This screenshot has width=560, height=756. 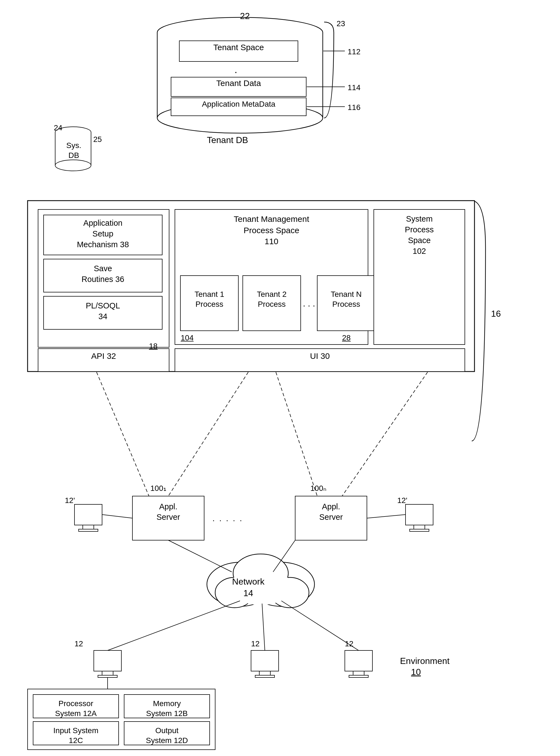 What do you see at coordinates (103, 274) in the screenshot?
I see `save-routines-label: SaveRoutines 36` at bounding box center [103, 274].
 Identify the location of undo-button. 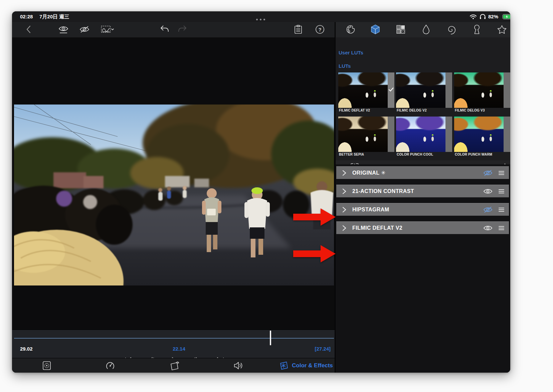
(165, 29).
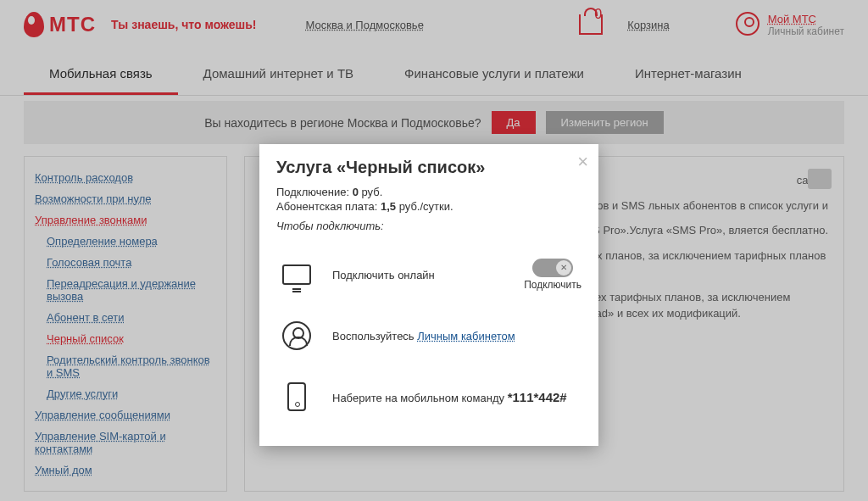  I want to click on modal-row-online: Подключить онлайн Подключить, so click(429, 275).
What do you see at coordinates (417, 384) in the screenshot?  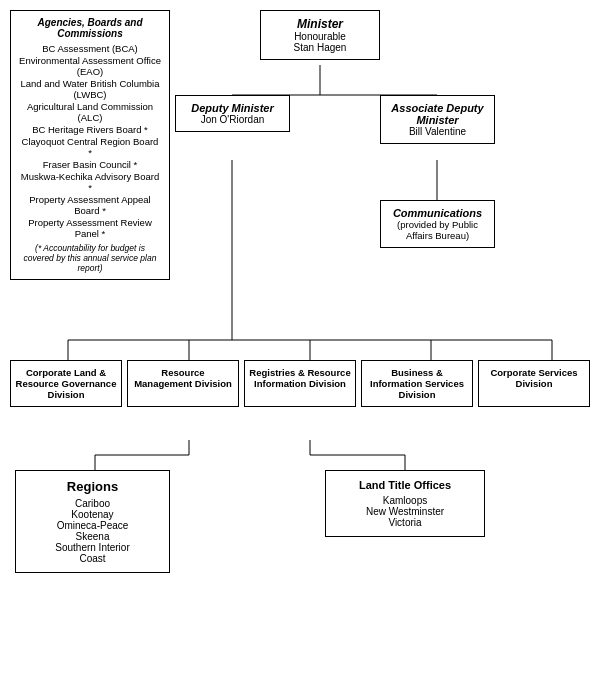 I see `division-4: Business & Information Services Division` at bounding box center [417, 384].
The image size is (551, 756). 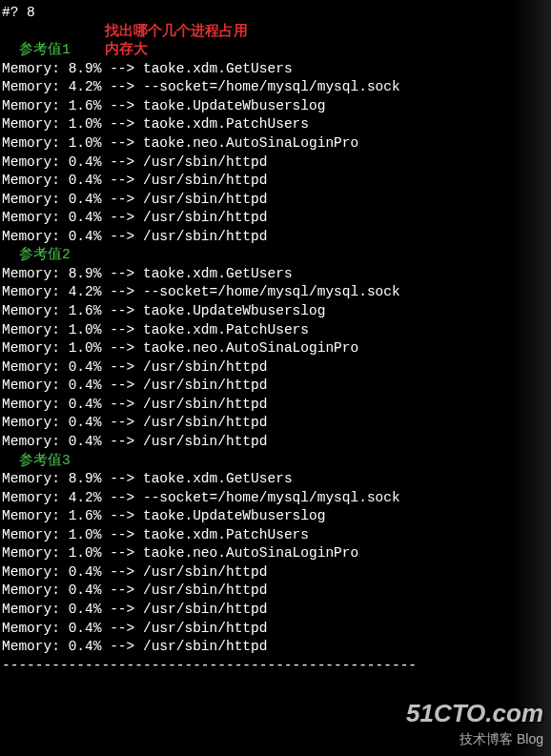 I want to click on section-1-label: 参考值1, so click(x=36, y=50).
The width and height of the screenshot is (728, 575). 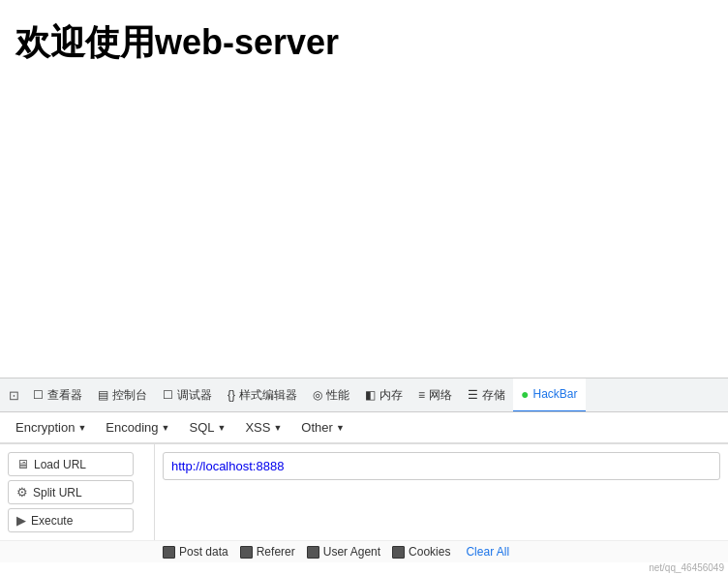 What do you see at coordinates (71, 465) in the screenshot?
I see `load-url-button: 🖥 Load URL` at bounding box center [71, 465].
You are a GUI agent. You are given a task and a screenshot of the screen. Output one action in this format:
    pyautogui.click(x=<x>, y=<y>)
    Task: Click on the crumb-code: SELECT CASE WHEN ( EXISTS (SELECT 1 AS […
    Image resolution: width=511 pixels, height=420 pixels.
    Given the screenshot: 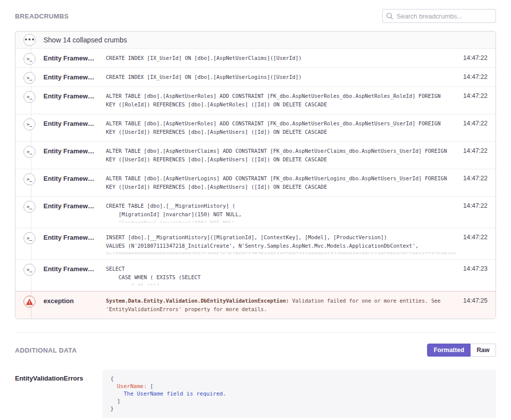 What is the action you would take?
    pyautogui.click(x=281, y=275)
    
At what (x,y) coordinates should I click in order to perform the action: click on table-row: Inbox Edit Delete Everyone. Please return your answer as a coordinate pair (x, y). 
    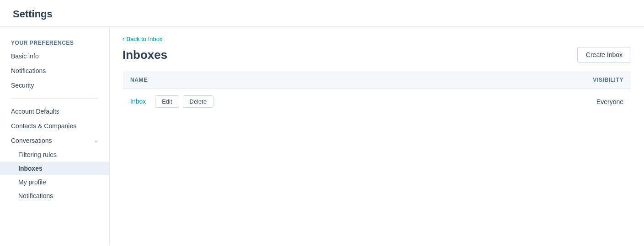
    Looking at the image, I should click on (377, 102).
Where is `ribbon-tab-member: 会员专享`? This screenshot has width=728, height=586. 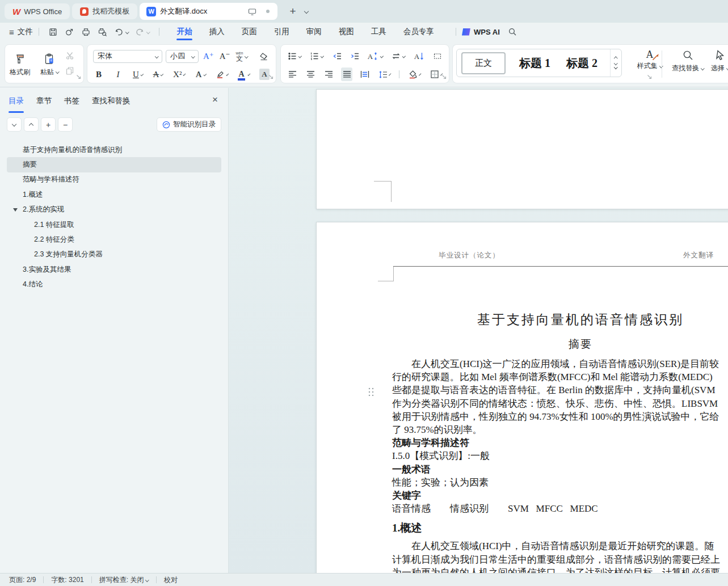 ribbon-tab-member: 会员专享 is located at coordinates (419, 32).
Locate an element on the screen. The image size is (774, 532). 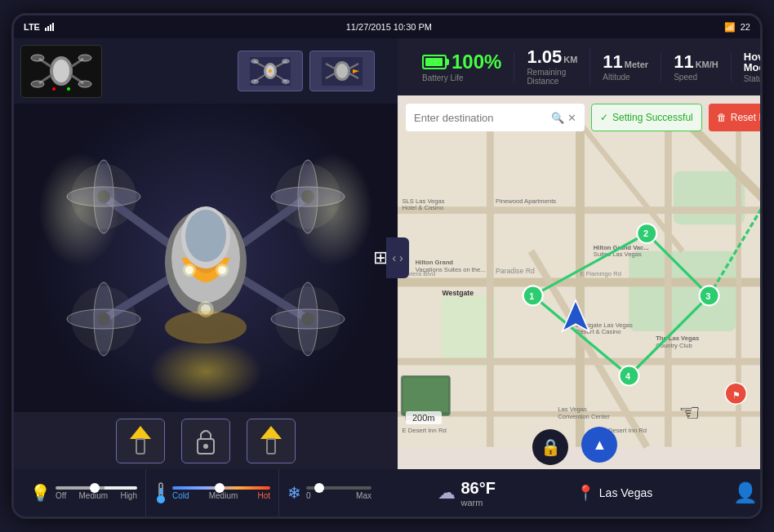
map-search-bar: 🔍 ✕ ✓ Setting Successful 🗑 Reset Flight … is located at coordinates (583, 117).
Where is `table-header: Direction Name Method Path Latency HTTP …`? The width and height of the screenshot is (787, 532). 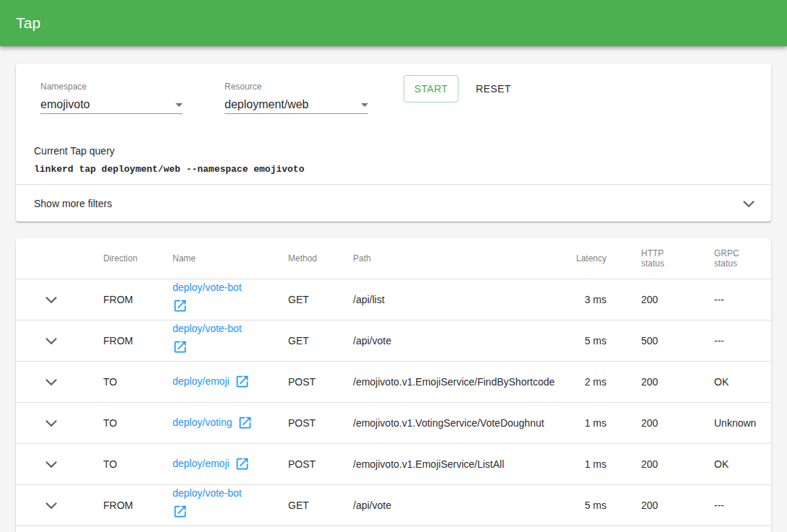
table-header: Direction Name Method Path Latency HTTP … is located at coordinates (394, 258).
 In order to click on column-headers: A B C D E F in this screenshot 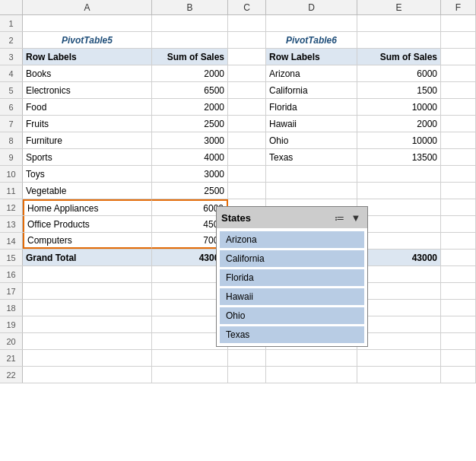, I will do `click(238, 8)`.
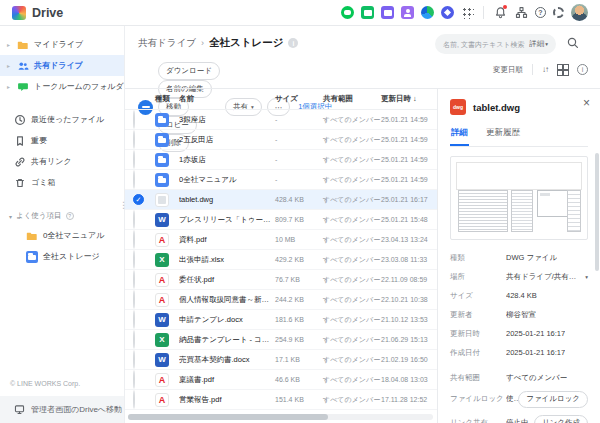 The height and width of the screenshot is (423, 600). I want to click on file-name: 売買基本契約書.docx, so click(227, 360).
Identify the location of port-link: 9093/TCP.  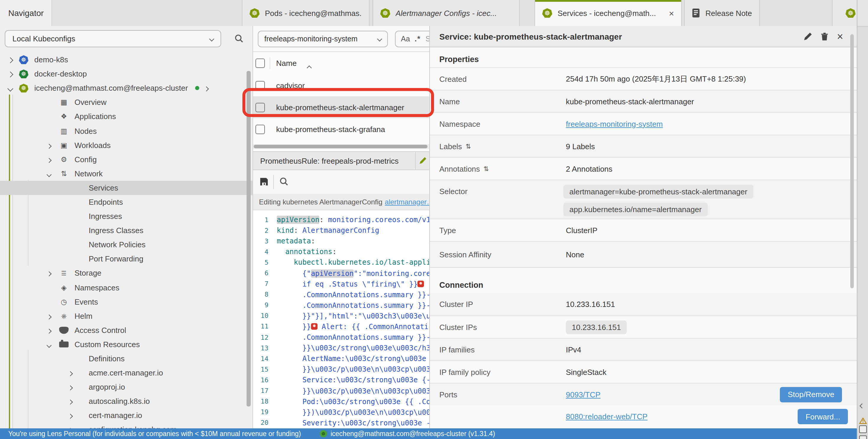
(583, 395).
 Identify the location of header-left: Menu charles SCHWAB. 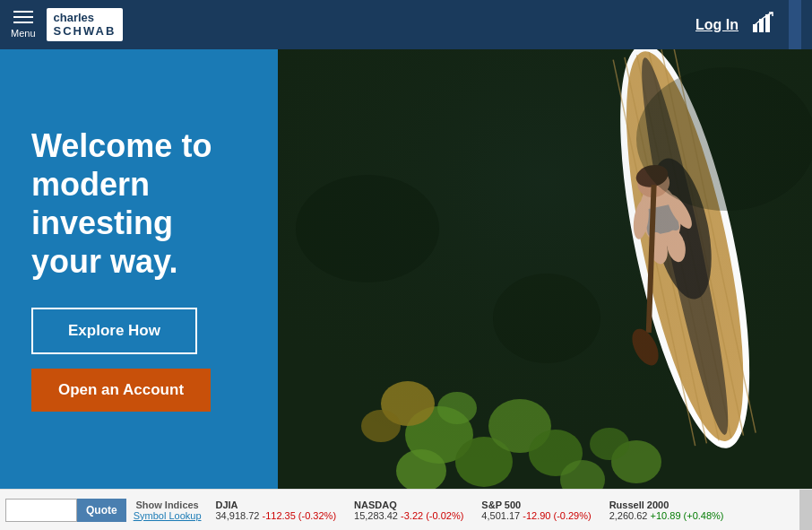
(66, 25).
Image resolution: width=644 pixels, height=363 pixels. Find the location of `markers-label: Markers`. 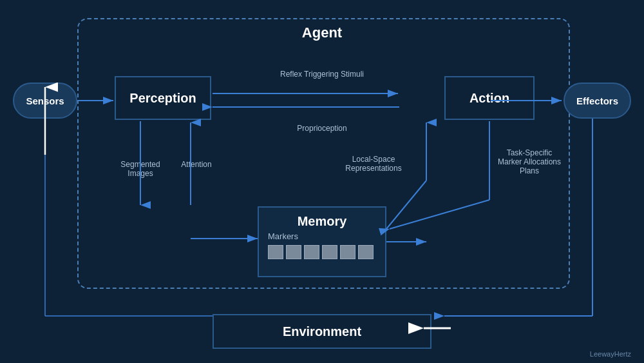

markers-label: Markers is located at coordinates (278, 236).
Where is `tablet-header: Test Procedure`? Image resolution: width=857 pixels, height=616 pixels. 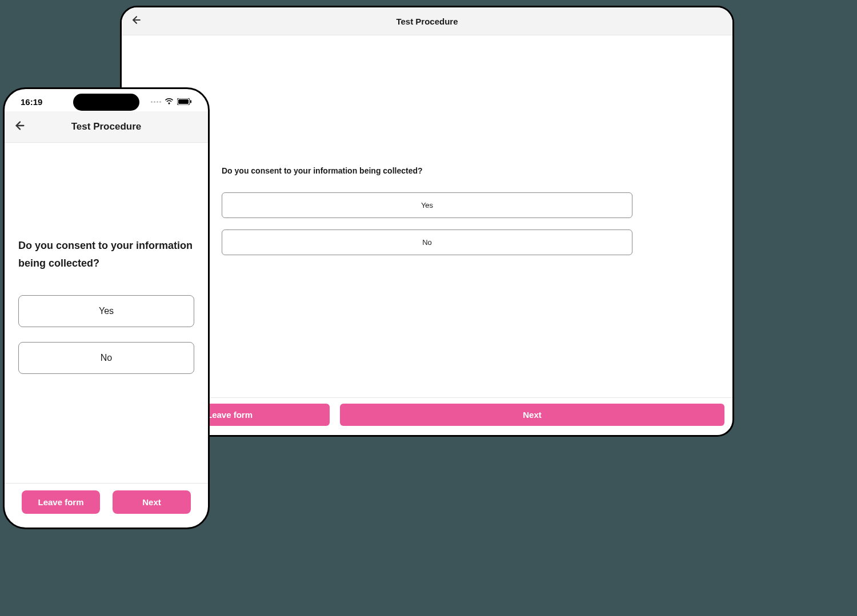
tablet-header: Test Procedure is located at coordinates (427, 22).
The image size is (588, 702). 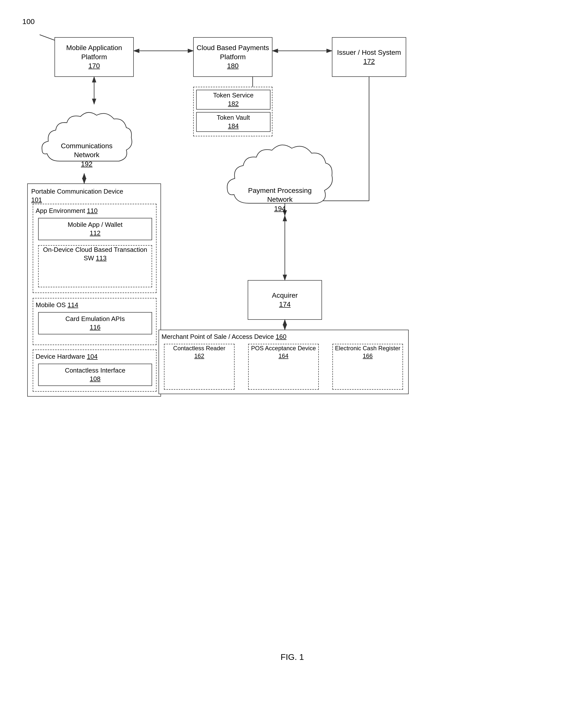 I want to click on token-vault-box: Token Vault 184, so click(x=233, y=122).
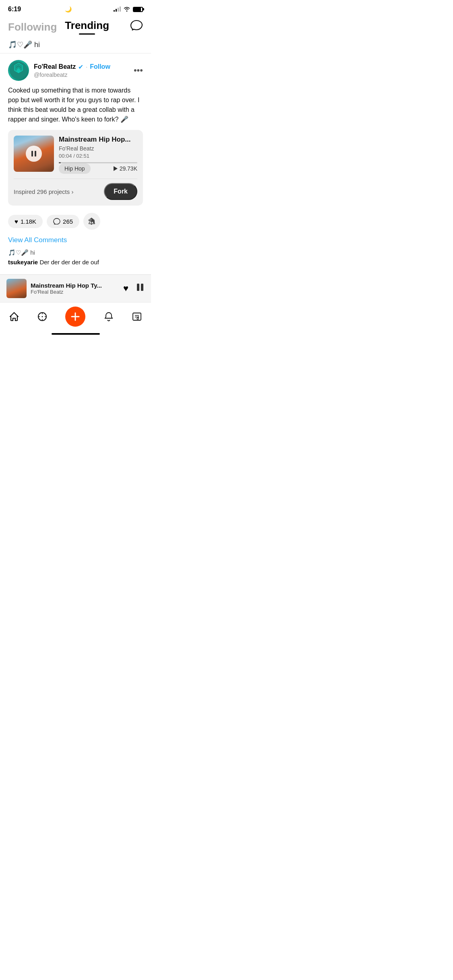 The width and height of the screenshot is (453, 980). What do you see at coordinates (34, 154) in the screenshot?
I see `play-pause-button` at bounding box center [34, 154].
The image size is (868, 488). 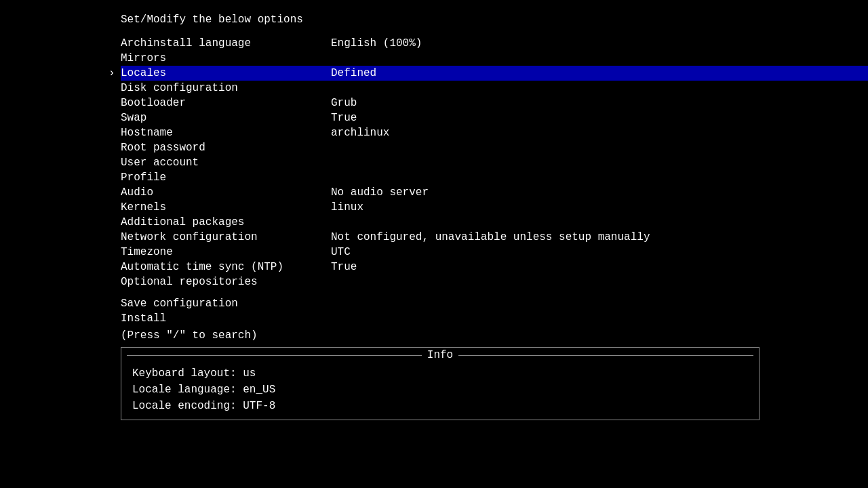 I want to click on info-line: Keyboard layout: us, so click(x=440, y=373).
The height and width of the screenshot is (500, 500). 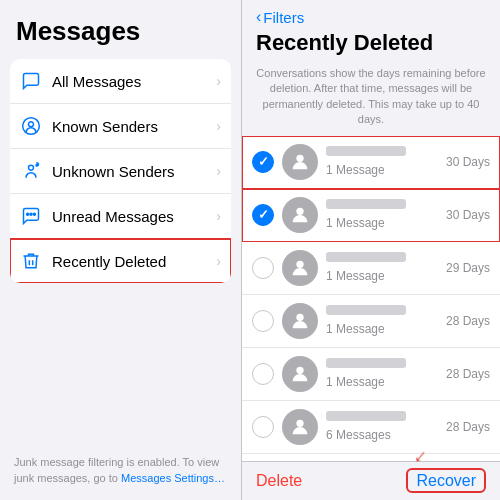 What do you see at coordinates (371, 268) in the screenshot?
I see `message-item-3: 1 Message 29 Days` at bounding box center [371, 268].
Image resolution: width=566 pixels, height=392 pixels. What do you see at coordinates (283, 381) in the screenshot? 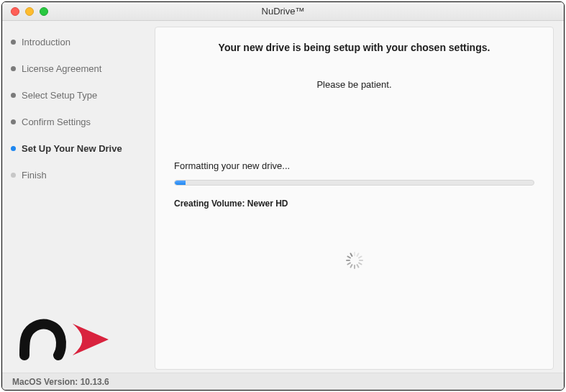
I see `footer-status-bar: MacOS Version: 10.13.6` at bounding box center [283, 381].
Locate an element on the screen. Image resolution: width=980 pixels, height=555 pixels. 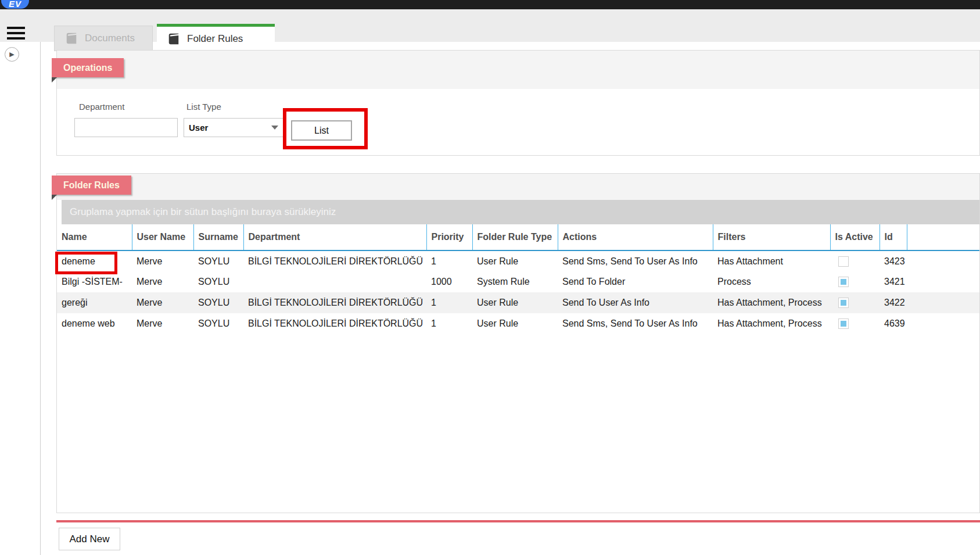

■ **Instructions to follow**
Exactly and only the lines from the one holding "Image resolution: width=566" through the final line of the material must be returned, both ends included, without any pictures.

■ **Output of the exercise**
Image resolution: width=566 pixels, height=392 pixels. What do you see at coordinates (283, 381) in the screenshot? 
I see `footer-status-bar: MacOS Version: 10.13.6` at bounding box center [283, 381].
Locate an element on the screen. Image resolution: width=980 pixels, height=555 pixels. 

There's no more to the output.